The Thaua/Thawa, also spelt and also called Yuin-Djuin, were an Aboriginal Australian people living around the Twofold Bay area of the South Coast of New South Wales.

Language

is an extinct member of the Yuin–Kuric language family. Its exact status is unknowable, since the only report we have of it is from a brief note in Alfred William Howitt who wrote that Thau-aria was the language of Twofold Bay. It is considered to have been either a dialect of Dhurga, a variety of Dyirringany, or a distinct tongue. The word Yuin in the ethnonym associated with the Thawa meant "man", though among the Tharawal to the north the term signified "yes".

Ecology

According to John Blay The Thawa ranged from Mallacoota to Merimbula, and westwards as far as the borders of Narigo territory in Monaro.
Norman Tindale in his 1974 catalogue of Australian Aboriginal boundaries describes the Thaua country and associated estates as follows:

From north of Merimbula south to Green Cape; west to the scarp of the Dividing Range.
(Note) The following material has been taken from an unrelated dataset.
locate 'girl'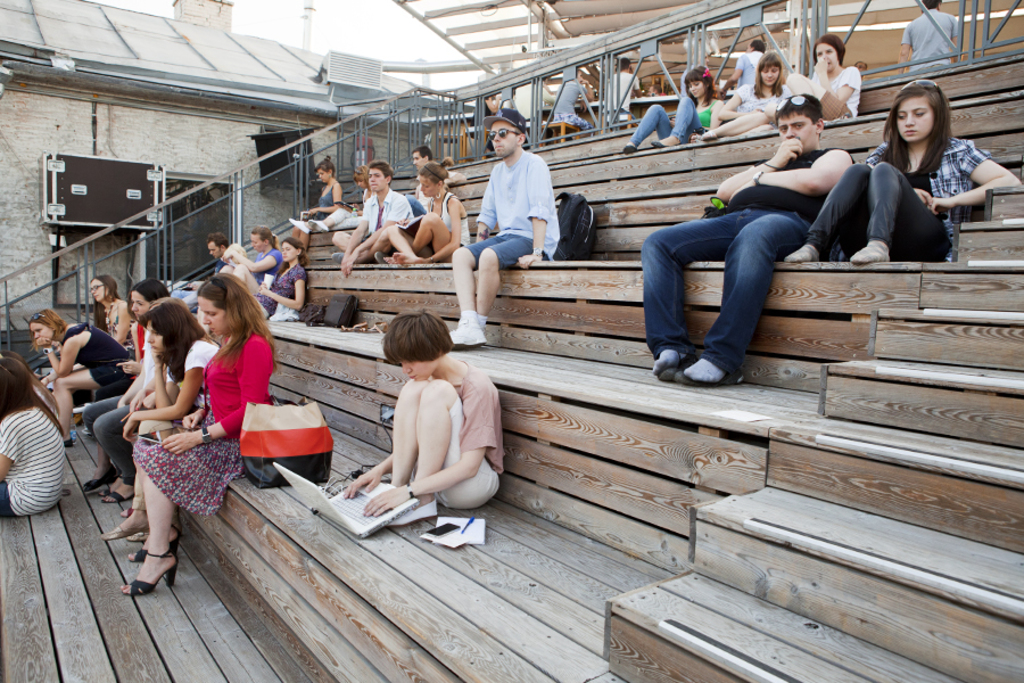
box(700, 50, 793, 138)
Their hordes were divided into two groups, the 'sea coast people,' and the or , the 'tomahawk people,' those who lived in the forests; a third group, the Bemerigal or mountain people at Cooma belonged to the Ngarigo with whom the inland Thaua had some associations.

History

It is often claimed in popular literature, following a conjecture by the amateur historian Kenneth McIntyre in 1977, that the ruins of an old stone building at Bittangabee Bay represents the remains of a 16th century Portuguese fort, testifying to the putative Portuguese priority in the discovery of Australia. For McIntyre it was a wintering place erected by Cristóvão de Mendonça as he made his imagined way back up the coast from Corio Bay. The ruin actually is what is left of a structure partially raised, but left unfinished, dating to the 1840s.
Twofold Bay was an important area for the whaling industry where the local Aboriginals quickly gained employment not only as crewmen and oarsmen, but also as harpooners. Contemporary writers commented favourably on their industriousness, and, unlike natives working on pastoral leases, they were given parts of the catch, cash and food in exchange for their labour. The area nearby, at Snug Point near Eden, had been taken up by Alexander, George and Peter Imlay, who employed local people. On arriving in Australia, the Scottish immigrant and pastoralist Benjamin Boyd squattered land in the area, and became an entrepreneur in the Twofold Bay whaling industry. His companion on the voyage out, the painter Oswald Brierly remarked admiringly of the prowess, of both native men and women, in handling whaling boats there.